In article 579 it states that the census is a personal right insofar as it can be directed against the census holder, even if he is not in possession of the census property, and a real right insofar as it is pursued.

In the case of public domain mining or water concessions (articles 2 of the Mining Code and 6 of the Water Code), Chilean legislation also refers to property rights, although in these cases it is technically of concessions.

  • Real Conservation Law.

It is established and regulated by law number 20,930, which "Establishes the Royal Law of Environmental Conservation", and is defined in the first paragraph of the second article thereof, which states:

"Definitions. The right of conservation is a real right that consists of the power to conserve the environmental patrimony of a property or of certain attributes or functions of it. This right is constituted freely and voluntarily by the owner of the property for the benefit of a specific natural or legal person."

Spain

In Spain, apart from property or domain, there are also real rights: possession, usufruct, use, habitation, census, easement, among others, since there is no limit to the existence of real rights.

The problem is not one of numerus clauses, but that the rights need to meet the substantive and formal requirements imposed by their special nature, to be considered real rights.
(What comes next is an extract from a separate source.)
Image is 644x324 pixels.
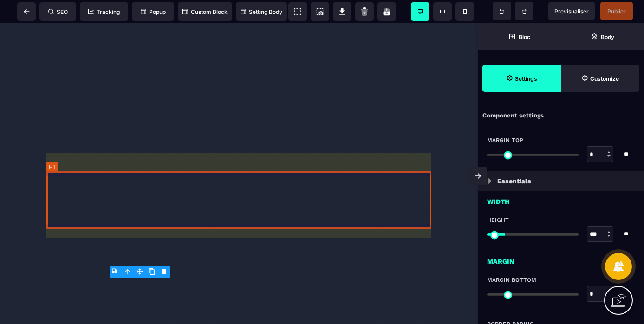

The owner of a real right enjoys the use of certain summary actions for defense against whoever worries him in the natural enjoyment of the right:

  1. The property: claim action.
  2. Possession: not inscribeable.
  3. Usufruct, use and room rights: immediacy.
  4. Servants: confessional action.
  5. The censuses: although regulated in Book IV of the Civil Code, are real rights.
  6. The right of surface: Soil Law.
  7. The garment and mortgage: direct action.
  8. Anticresis: controversial; yes it is a real right according to the General Directorate of the Register and the Spanish Notariat.
  9. Right of withdrawal: mixed if noted.
  10. The right of tanteum: whether doctrine and jurisprudence is favorable.
  11. The right of choice: yes, provided that it is not a personal commitment or a promise of sale.

Mexico

Rem rights recognized in Mexico are classified in two ways; the first called jouissance where we find: property, use, usufruct, habitation, easement, surface; the second is called a guarantee: pledge, mortgage. We also find the resolutive condition of the sale, the reservation agreement, the right of retention, intellectual property and industrial property.

El Salvador

According to Salvadoran legislation, the types of Real Rights are: 1 The domain 2 Inheritance 3 Usufruct 4 Use or room 5 active easements 6 Garment 7 Mortgage

Guatemala

In Guatemalan law, real rights are included in Book II of the Civil Code, also known as Decree Law 106. This book is named: Of property assets and other real rights.

According to the Civil Code of Guatemala, real rights are the following:

  1. Property, like the real right par excellence, grants a broad and immediate power (of enjoyment, disposition and persecution) over the thing.
  2. Possession, which does not imply mere temporary possession of the thing, but the encouragement of taking advantage of it, tengase or not title on it.
  3. Usucapion, understood as the purchasing prescription, which is necessarily based on prior possession so that over time it will become property.
  4. Accession, which becomes a complement to the property insofar as the natural and civil fruits that the thing produces, belong to the owner.
  5. Usufruct, use and room, which respectively, because of the use of the fruits and the enjoyment of the thing, produce an immediate and direct relation to the holder of these rights.
  6. Servidumbres, which create a direct relationship of dependence between two or more real estates, or part thereof, in favor of and for the benefit of another or other properties.
  7. Hypotheter and garment, the first to be on real estate and the second on movable property, to guarantee the obligation preferably to any creditor, previous or later in the time that it had not registered similar rights in advance.